Reviewed by Jerry Kraft
"Vesta" is a didactic drama; it's a play
intended to teach and to illustrate, in this case the issues related to the end
of life as a medical, legal and social issue. Because it is a drama, however,
it is also a presentation of distinct individuals in conflict: Vesta and her
family, and the doctors, social workers, long-care managers and bureaucrats who
are inevitably involved in her decline and ultimate passing.
Bryan
Harnetiaux's
play has been widely produced, primarily in educational settings as an impetus
to discussion and explanation of the issues and dynamics of dying. This is its
first professional production, done as an Actors Equity Members Project Code
production, and for all its modest production values, essentially a bare stage
in the basement at CHAC, the acting and directing is elegant and accomplished,
the drama richly realized and effective. Allen Fitzpatrick directs this skilled ensemble to
a tight and well-modulated performance.
In
the lead role as Vesta, Megan Cole is simply brilliant, and I choose the adjective
carefully. It is precisely that simplicity and subtlety in her portrayal that
allows the play to blend the complex, contradictory, irascible and insightful
nature of Vesta's character with the universal and mundane specifics of her
circumstance. From her initial "minor" stroke through the loss of her
independence, her home, her property, more of her health and even an inch of
her height, we see a woman who remains clear-minded about who she is and where
she is in her life. That strength of personality allows the others to play off
the sheer substance and immutability of this woman whom each of them would like
to re-shape in some way, but cannot.
I
think the play's title is unfortunate, since it tells us nothing about the
content or character of the play until after we've seen it. At that point,
however, we fully understand that this play is, above all, about one very
distinctive and compelling woman. That her journey illustrates issues makes her
no less human, no less individual, in no way a bulletin board for
talking-points to be tacked on. Ms. Cole makes Vesta this one particular woman,
and this one woman alone.
As
her daughter, Carol, Cynthia Whalen nicely presents a wife and mother torn from her everyday
life to engage all the complexities of a dying parent's situation. The
mother/daughter relationship is tangled and painful, yet her strength and
maturity compel her to act responsibly, if not always "correctly." Of
course, knowing what is "correct" is one of the key conflicts for
everyone in the play. I also admired Brian Ibsen as the social worker, Marc. His
easy compassion and genuine affection for Vesta is not lost when he ends his
involvement because, well, he's not being paid any more. She is his friends,
but she is also just a part of his caseload. That's the reality. Britni
Reinertsen was
fine as the granddaughter, Kelly, although the role doesn't really go much
beyond the stereotype of a self-involved, relatively insubstantial college
girl.
Her
reading of Theodore Roethke's great villanelle, "The Waking" doesn't
quite earn the depth and magnitude of the poem. That seems to me less about her
delivery than because the play doesn't really earn the poem so much as it
confiscates it, borrowing resolution and consequence not entirely accomplished
by the action of the drama itself. I also felt the anguish and emotional
expression in her death-bed scene was a bit over the top, and would have been
better more internalized and contained than so physically expressed. That was
the only point where I thought the performance lost a bit of its control.
The
ninety-minutes of "Vesta" seems to me exactly the right length, and
the issues of family dynamics and personal recognition involved in the dying of
a loved-one were familiar, believable and frequently moving. There was just
enough humor to keep it from feeling academic or tedious. Above all, this was a
wonderful realization of Mr. Harnetiaux's worthy and sincere script. At one
point, Vesta describes a dream she has, a nightmare, wherein she is somewhere
under a dark street, pushing a button and waiting. I think that's a great
metaphor for the last ride we all take, and for how it feels to all of us who
stand beside her, stand beside the button, for all of us who wait.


*The task*
Would you write out the whole listing below exactly as given?

──────── Input records ────────

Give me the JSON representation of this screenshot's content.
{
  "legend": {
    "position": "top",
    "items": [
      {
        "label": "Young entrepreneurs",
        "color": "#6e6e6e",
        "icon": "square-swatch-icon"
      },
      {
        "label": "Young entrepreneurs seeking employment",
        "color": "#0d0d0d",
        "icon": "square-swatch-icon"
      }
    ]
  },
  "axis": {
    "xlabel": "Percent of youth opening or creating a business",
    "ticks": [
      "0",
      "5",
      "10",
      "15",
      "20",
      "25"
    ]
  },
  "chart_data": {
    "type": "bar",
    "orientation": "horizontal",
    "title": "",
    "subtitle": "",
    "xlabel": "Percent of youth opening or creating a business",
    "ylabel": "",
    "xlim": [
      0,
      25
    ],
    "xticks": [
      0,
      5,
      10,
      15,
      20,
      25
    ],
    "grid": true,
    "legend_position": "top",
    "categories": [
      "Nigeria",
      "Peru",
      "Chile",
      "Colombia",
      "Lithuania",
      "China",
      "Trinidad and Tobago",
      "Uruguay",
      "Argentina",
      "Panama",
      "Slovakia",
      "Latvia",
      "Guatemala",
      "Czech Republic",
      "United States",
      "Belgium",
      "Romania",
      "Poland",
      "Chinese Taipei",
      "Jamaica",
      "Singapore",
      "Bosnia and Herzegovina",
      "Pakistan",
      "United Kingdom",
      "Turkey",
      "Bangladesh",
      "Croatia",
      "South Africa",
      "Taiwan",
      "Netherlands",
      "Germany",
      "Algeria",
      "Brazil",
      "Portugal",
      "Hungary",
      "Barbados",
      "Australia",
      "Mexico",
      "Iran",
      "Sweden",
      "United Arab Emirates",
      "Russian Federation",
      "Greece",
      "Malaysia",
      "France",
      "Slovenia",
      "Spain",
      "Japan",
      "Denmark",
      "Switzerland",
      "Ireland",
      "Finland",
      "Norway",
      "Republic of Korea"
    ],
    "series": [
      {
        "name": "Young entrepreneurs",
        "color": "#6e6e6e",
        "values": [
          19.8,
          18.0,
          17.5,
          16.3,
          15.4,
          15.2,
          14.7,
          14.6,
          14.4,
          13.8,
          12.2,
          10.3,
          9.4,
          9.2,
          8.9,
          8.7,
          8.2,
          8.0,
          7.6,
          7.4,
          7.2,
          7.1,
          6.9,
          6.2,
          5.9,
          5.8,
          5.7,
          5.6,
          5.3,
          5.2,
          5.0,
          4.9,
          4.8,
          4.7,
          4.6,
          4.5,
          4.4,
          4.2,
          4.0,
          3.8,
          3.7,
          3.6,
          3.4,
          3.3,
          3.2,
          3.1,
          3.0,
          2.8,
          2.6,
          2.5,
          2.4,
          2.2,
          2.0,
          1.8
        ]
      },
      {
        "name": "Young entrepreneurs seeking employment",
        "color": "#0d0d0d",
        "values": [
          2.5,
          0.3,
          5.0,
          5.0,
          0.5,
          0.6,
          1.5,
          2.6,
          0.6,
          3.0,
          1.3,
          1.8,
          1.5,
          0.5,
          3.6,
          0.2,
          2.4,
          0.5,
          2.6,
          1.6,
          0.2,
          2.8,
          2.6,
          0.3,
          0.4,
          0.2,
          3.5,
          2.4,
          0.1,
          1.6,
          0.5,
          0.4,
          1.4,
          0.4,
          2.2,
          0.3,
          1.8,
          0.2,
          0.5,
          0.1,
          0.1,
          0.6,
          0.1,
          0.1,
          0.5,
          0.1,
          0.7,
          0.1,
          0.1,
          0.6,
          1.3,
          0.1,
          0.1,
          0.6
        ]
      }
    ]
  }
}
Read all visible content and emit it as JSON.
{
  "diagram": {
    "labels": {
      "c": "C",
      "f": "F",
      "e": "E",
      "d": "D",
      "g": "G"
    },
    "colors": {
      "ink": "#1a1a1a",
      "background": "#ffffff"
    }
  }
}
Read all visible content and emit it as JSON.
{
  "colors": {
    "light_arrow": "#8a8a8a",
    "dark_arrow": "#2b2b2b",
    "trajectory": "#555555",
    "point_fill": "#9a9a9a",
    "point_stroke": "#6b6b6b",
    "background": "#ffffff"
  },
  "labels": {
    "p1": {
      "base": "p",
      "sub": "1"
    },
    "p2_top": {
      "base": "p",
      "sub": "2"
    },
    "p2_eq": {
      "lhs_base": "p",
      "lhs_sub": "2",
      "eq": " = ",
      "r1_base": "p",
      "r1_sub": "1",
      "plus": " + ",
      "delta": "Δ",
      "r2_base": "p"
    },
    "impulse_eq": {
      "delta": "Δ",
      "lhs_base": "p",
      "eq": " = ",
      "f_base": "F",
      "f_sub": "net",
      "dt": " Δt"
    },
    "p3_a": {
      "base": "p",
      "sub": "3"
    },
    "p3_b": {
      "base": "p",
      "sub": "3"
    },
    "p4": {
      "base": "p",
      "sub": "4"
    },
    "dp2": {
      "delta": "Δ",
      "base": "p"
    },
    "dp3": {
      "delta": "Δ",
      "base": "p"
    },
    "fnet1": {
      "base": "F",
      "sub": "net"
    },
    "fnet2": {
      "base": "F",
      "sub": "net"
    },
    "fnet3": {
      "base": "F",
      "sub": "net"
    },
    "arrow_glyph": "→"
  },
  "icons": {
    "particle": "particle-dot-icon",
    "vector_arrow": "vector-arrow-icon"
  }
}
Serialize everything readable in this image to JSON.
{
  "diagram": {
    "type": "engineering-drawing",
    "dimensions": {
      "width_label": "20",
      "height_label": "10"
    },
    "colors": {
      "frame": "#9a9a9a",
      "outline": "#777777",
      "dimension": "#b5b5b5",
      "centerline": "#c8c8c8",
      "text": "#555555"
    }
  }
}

────────

*Result*
Give me the JSON representation of this screenshot's content.
{
  "legend": {
    "position": "top",
    "items": [
      {
        "label": "Young entrepreneurs",
        "color": "#6e6e6e",
        "icon": "square-swatch-icon"
      },
      {
        "label": "Young entrepreneurs seeking employment",
        "color": "#0d0d0d",
        "icon": "square-swatch-icon"
      }
    ]
  },
  "axis": {
    "xlabel": "Percent of youth opening or creating a business",
    "ticks": [
      "0",
      "5",
      "10",
      "15",
      "20",
      "25"
    ]
  },
  "chart_data": {
    "type": "bar",
    "orientation": "horizontal",
    "title": "",
    "subtitle": "",
    "xlabel": "Percent of youth opening or creating a business",
    "ylabel": "",
    "xlim": [
      0,
      25
    ],
    "xticks": [
      0,
      5,
      10,
      15,
      20,
      25
    ],
    "grid": true,
    "legend_position": "top",
    "categories": [
      "Nigeria",
      "Peru",
      "Chile",
      "Colombia",
      "Lithuania",
      "China",
      "Trinidad and Tobago",
      "Uruguay",
      "Argentina",
      "Panama",
      "Slovakia",
      "Latvia",
      "Guatemala",
      "Czech Republic",
      "United States",
      "Belgium",
      "Romania",
      "Poland",
      "Chinese Taipei",
      "Jamaica",
      "Singapore",
      "Bosnia and Herzegovina",
      "Pakistan",
      "United Kingdom",
      "Turkey",
      "Bangladesh",
      "Croatia",
      "South Africa",
      "Taiwan",
      "Netherlands",
      "Germany",
      "Algeria",
      "Brazil",
      "Portugal",
      "Hungary",
      "Barbados",
      "Australia",
      "Mexico",
      "Iran",
      "Sweden",
      "United Arab Emirates",
      "Russian Federation",
      "Greece",
      "Malaysia",
      "France",
      "Slovenia",
      "Spain",
      "Japan",
      "Denmark",
      "Switzerland",
      "Ireland",
      "Finland",
      "Norway",
      "Republic of Korea"
    ],
    "series": [
      {
        "name": "Young entrepreneurs",
        "color": "#6e6e6e",
        "values": [
          19.8,
          18.0,
          17.5,
          16.3,
          15.4,
          15.2,
          14.7,
          14.6,
          14.4,
          13.8,
          12.2,
          10.3,
          9.4,
          9.2,
          8.9,
          8.7,
          8.2,
          8.0,
          7.6,
          7.4,
          7.2,
          7.1,
          6.9,
          6.2,
          5.9,
          5.8,
          5.7,
          5.6,
          5.3,
          5.2,
          5.0,
          4.9,
          4.8,
          4.7,
          4.6,
          4.5,
          4.4,
          4.2,
          4.0,
          3.8,
          3.7,
          3.6,
          3.4,
          3.3,
          3.2,
          3.1,
          3.0,
          2.8,
          2.6,
          2.5,
          2.4,
          2.2,
          2.0,
          1.8
        ]
      },
      {
        "name": "Young entrepreneurs seeking employment",
        "color": "#0d0d0d",
        "values": [
          2.5,
          0.3,
          5.0,
          5.0,
          0.5,
          0.6,
          1.5,
          2.6,
          0.6,
          3.0,
          1.3,
          1.8,
          1.5,
          0.5,
          3.6,
          0.2,
          2.4,
          0.5,
          2.6,
          1.6,
          0.2,
          2.8,
          2.6,
          0.3,
          0.4,
          0.2,
          3.5,
          2.4,
          0.1,
          1.6,
          0.5,
          0.4,
          1.4,
          0.4,
          2.2,
          0.3,
          1.8,
          0.2,
          0.5,
          0.1,
          0.1,
          0.6,
          0.1,
          0.1,
          0.5,
          0.1,
          0.7,
          0.1,
          0.1,
          0.6,
          1.3,
          0.1,
          0.1,
          0.6
        ]
      }
    ]
  }
}
Read all visible content and emit it as JSON.
{
  "diagram": {
    "labels": {
      "c": "C",
      "f": "F",
      "e": "E",
      "d": "D",
      "g": "G"
    },
    "colors": {
      "ink": "#1a1a1a",
      "background": "#ffffff"
    }
  }
}
Read all visible content and emit it as JSON.
{
  "colors": {
    "light_arrow": "#8a8a8a",
    "dark_arrow": "#2b2b2b",
    "trajectory": "#555555",
    "point_fill": "#9a9a9a",
    "point_stroke": "#6b6b6b",
    "background": "#ffffff"
  },
  "labels": {
    "p1": {
      "base": "p",
      "sub": "1"
    },
    "p2_top": {
      "base": "p",
      "sub": "2"
    },
    "p2_eq": {
      "lhs_base": "p",
      "lhs_sub": "2",
      "eq": " = ",
      "r1_base": "p",
      "r1_sub": "1",
      "plus": " + ",
      "delta": "Δ",
      "r2_base": "p"
    },
    "impulse_eq": {
      "delta": "Δ",
      "lhs_base": "p",
      "eq": " = ",
      "f_base": "F",
      "f_sub": "net",
      "dt": " Δt"
    },
    "p3_a": {
      "base": "p",
      "sub": "3"
    },
    "p3_b": {
      "base": "p",
      "sub": "3"
    },
    "p4": {
      "base": "p",
      "sub": "4"
    },
    "dp2": {
      "delta": "Δ",
      "base": "p"
    },
    "dp3": {
      "delta": "Δ",
      "base": "p"
    },
    "fnet1": {
      "base": "F",
      "sub": "net"
    },
    "fnet2": {
      "base": "F",
      "sub": "net"
    },
    "fnet3": {
      "base": "F",
      "sub": "net"
    },
    "arrow_glyph": "→"
  },
  "icons": {
    "particle": "particle-dot-icon",
    "vector_arrow": "vector-arrow-icon"
  }
}
Serialize everything readable in this image to JSON.
{
  "diagram": {
    "type": "engineering-drawing",
    "dimensions": {
      "width_label": "20",
      "height_label": "10"
    },
    "colors": {
      "frame": "#9a9a9a",
      "outline": "#777777",
      "dimension": "#b5b5b5",
      "centerline": "#c8c8c8",
      "text": "#555555"
    }
  }
}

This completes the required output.